At 2 o’clock on the morning of July 16, 1912, Rosenthal was summoned out from the doorway of the Hotel Metropole at Broadway and Forty-third street, and shot to death by four “gunmen” from within an automobile, which immediately after the shooting sped away with the murderers.
Arrests of suspects quickly followed. By July 29, 1912, District Attorney Whitman held four men, all of whom had become informers. These four were “Bald Jack” Rose, “Bridgie” Webber, Harry Vallon, and Sam Schepps—two of whom, Rose and Vallon, had voluntarily surrendered. On statements made by Rose and Vallon, the Grand Jury returned an indictment against Becker charging murder in the first degree. A few days later, Becker was re-indicted, and indictments were handed in against the four “gunmen”—Louis Rosenberg, alias “Lefty Louie,” 23 years old; Harry Horowitz, alias “Gyp the Blood,” 26 years old; Jacob Seidenshner, alias “Whitey Lewis,” 26 years old, and Frank Cirofici, alias “Dago Frank,” 29 years old. These “gunmen” were variously arrested at different places.
Stirred by this brutal murder, a mass meeting of citizens was held at Cooper Union on August 14, 1912. Resolutions were adopted part of which approved a proposal for an appropriation by the city of $25,000 for an investigation into police conditions and a thorough inquiry into the causes and possible remedies of systems of blackmail and graft. A Citizens’ Committee was appointed by this mass meeting to report on these conditions.
Of the police force this committee reported on February 26, 1913, that:
“The corruption is so ingrained that the man of ordinary decent character entering the force and not possessed of extraordinary moral fiber may easily succumb. About him are the evidences of graft and the enjoyment of irregular incomes substantially increasing the patrolman’s salary. Inadequate condemnation is shown by his associates in the force for such practises; on the contrary, there is much indirect pressure which induces him to break his oath of office; the families of grafting policemen live better than his own, and the urgencies of his family and of his own social needs tempt him to thrive as do his corrupt associates. Such a system makes for too many of the police an organized school of crime. The improvement of recent years—and there is some—is not great enough to satisfy an aroused public.
“But not resting with this general knowledge of the existence of such matters, this Committee has made an intensive examination of the conditions in a number of police precincts. We know that the connection between members of the police force and crime or commercialized vice is continuous, profitable and so much a matter of course that explicit bargains do not have to be made; naturally this “honor among thieves” is occasionally violated, as is customary among thieves, both the keeping and the breaking of faith being determined by these policemen for their own profit.

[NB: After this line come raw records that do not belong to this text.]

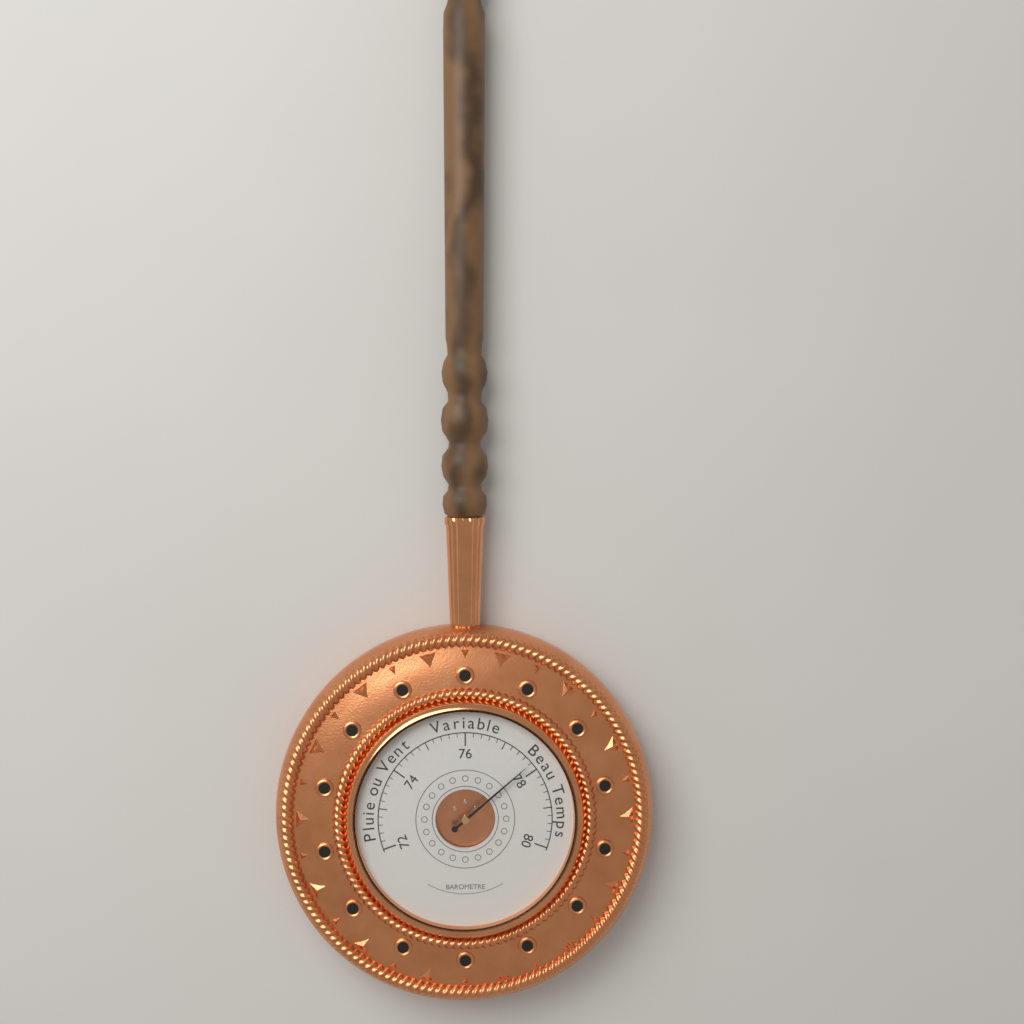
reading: 77.8 (no unit)
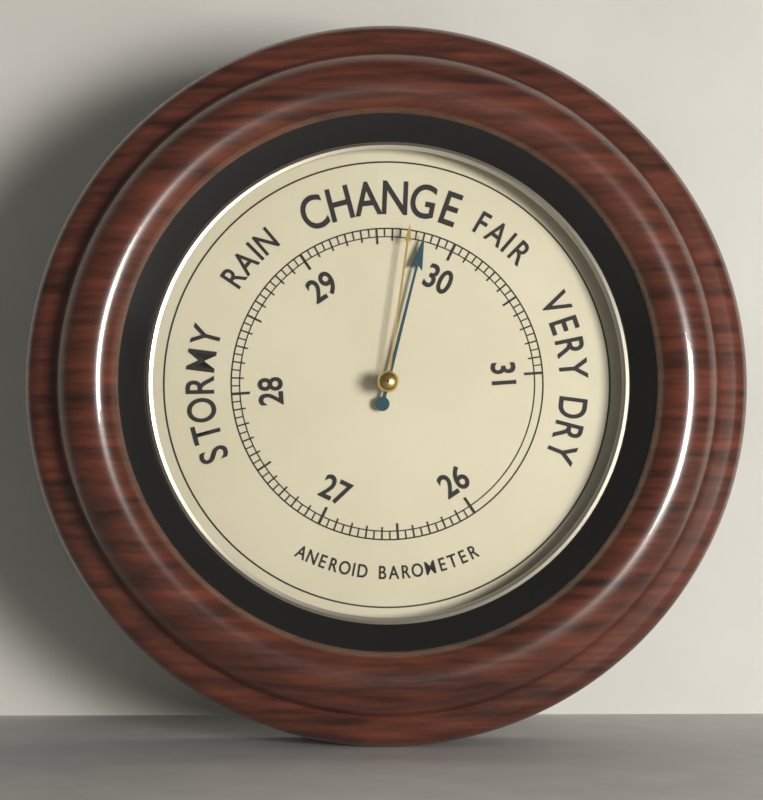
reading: 29.80 (no unit)
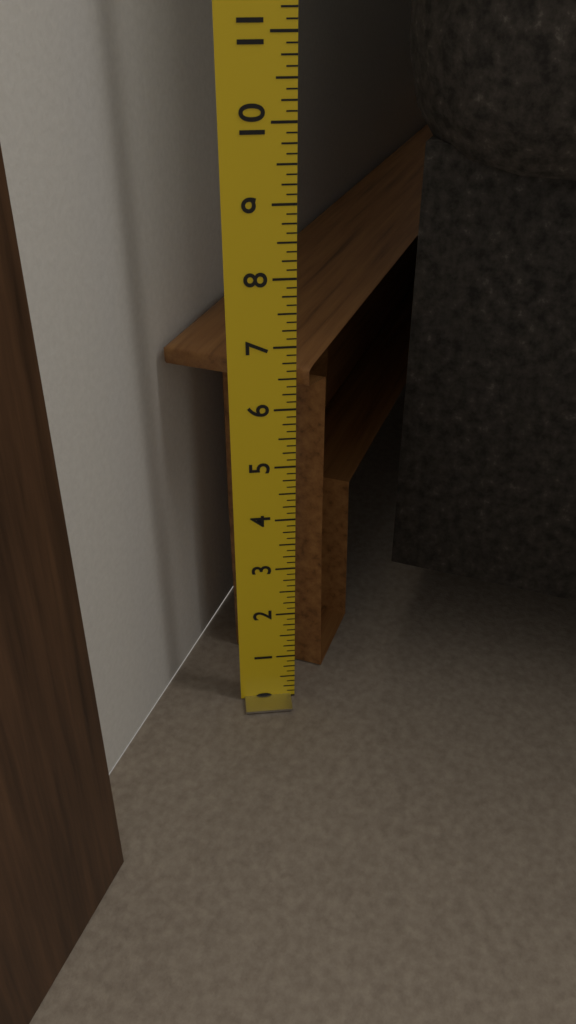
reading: 6.625 in
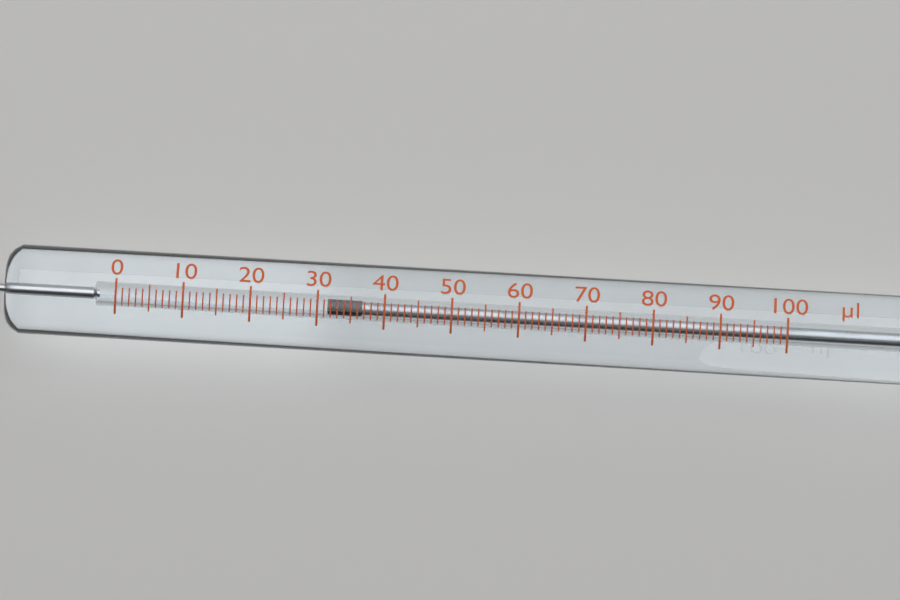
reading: 32 µl
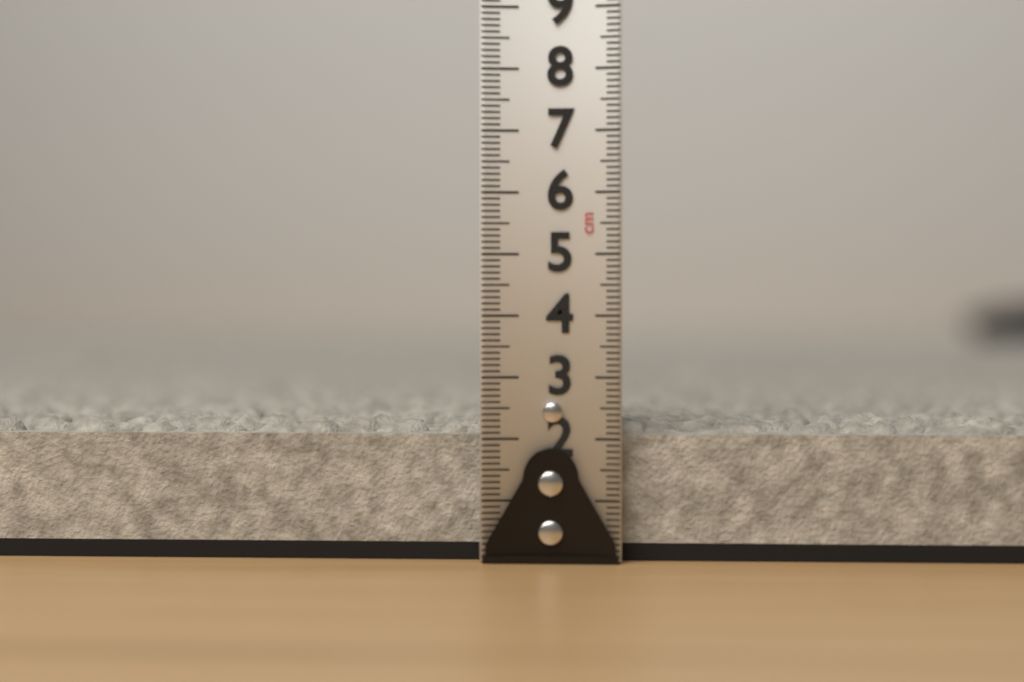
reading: 2.4 cm
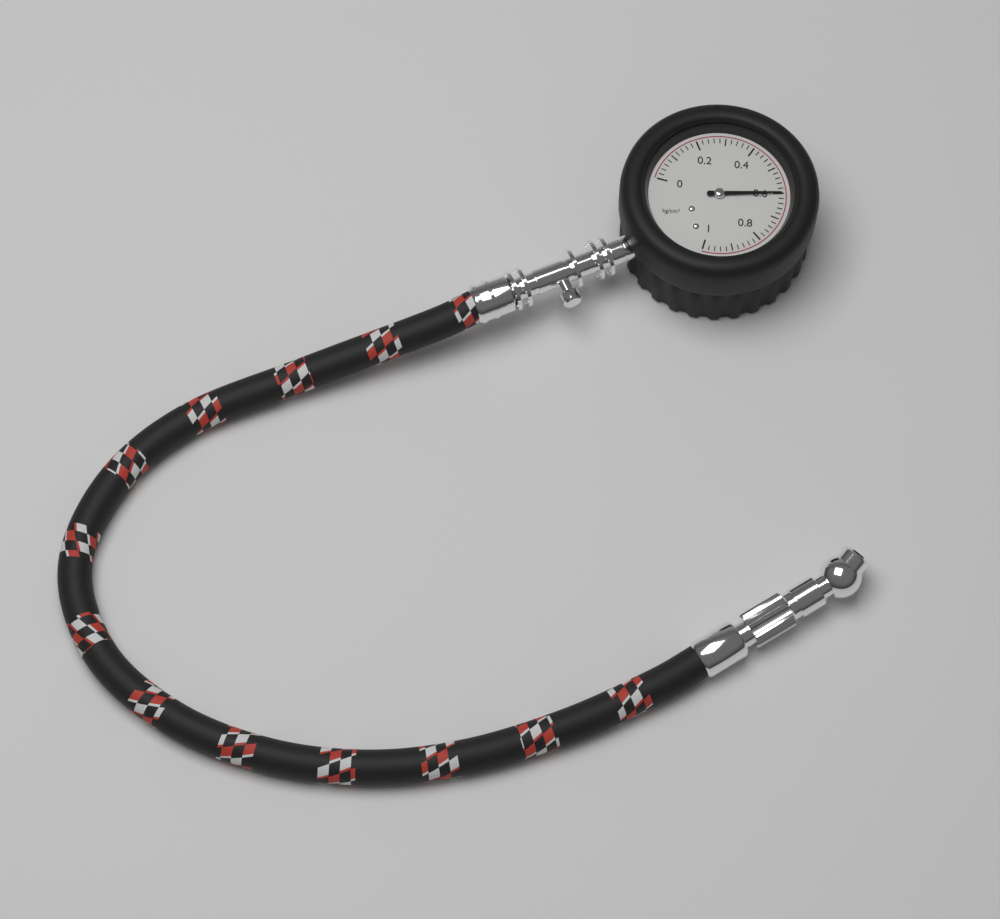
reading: 0.60 kg/cm²
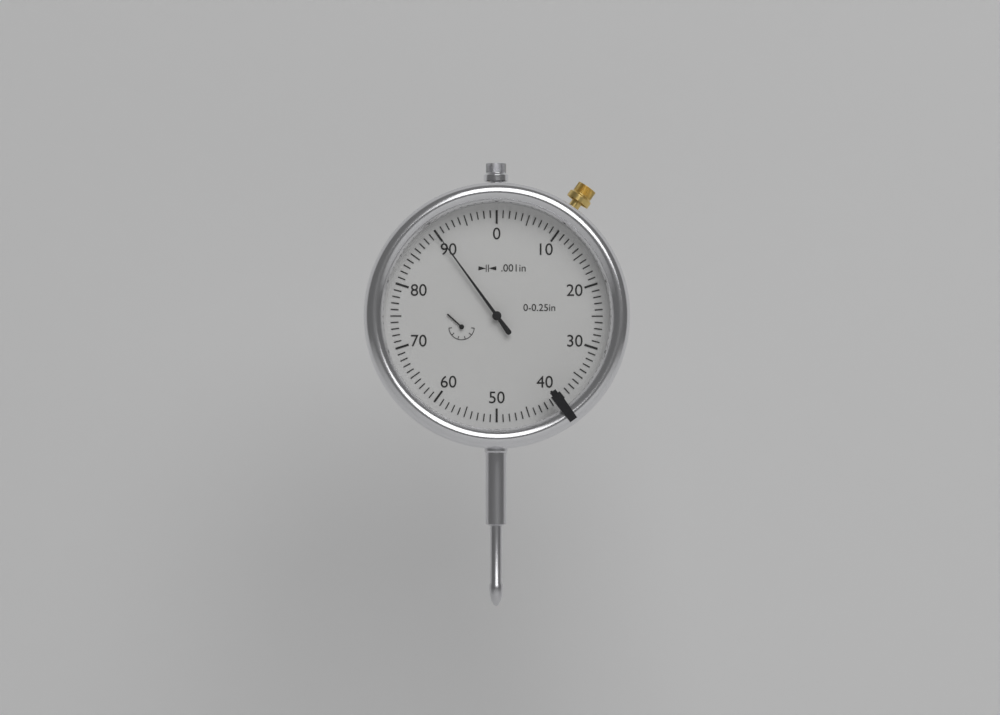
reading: 0.090 in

“Well knowing this police ‘system,’ grand juries will not on police testimony indict violators of the law, lest they [the grand juries] be lending themselves to police persecution of a selected criminal who had refused tribute, and so be helping the police ‘system.’ For the same reason petit juries will acquit, and judges will discharge, and crime increases and goes unpunished, while honest policemen are discredited and discouraged.
“Evil thus breeds new maggots of evil. The sums collected by the police excite the greed of certain politicians; they demand their shares, and in their turn they protect the criminal breaches of the law and the police in corruption. The presence of ‘politics’ brings strength and complexity to the ‘system’ and makes it harder to break up. The city, we believe, is convinced that it is time for more radical efforts at improvement.”[1]
A Committee of the Board of Aldermen, appointed to inquire into matters connected with the Police Department, held eighty public sessions, took 4,800 pages of testimony and records, handed in certain conclusions, and made recommendations for further laws. “We have received shocking evidence of a widespread corrupt alliance between the police and gamblers and disorderly house keepers,” this committee reported in part.[2] During the same time, District Attorney Whitman was vigorously prosecuting public offenders. In a single year four police inspectors were convicted of conspiracy and were also under indictment for bribery, one police captain was convicted of extortion, one lieutenant was convicted of extortion, one patrolman of perjury, and two patrolmen were convicted of extortion. In addition, there were various indictments of patrolmen for extortion. Of the convicted, the captain and one patrolman confessed; an attorney and a citizen indicted for bribery in connection with police matters, also confessed.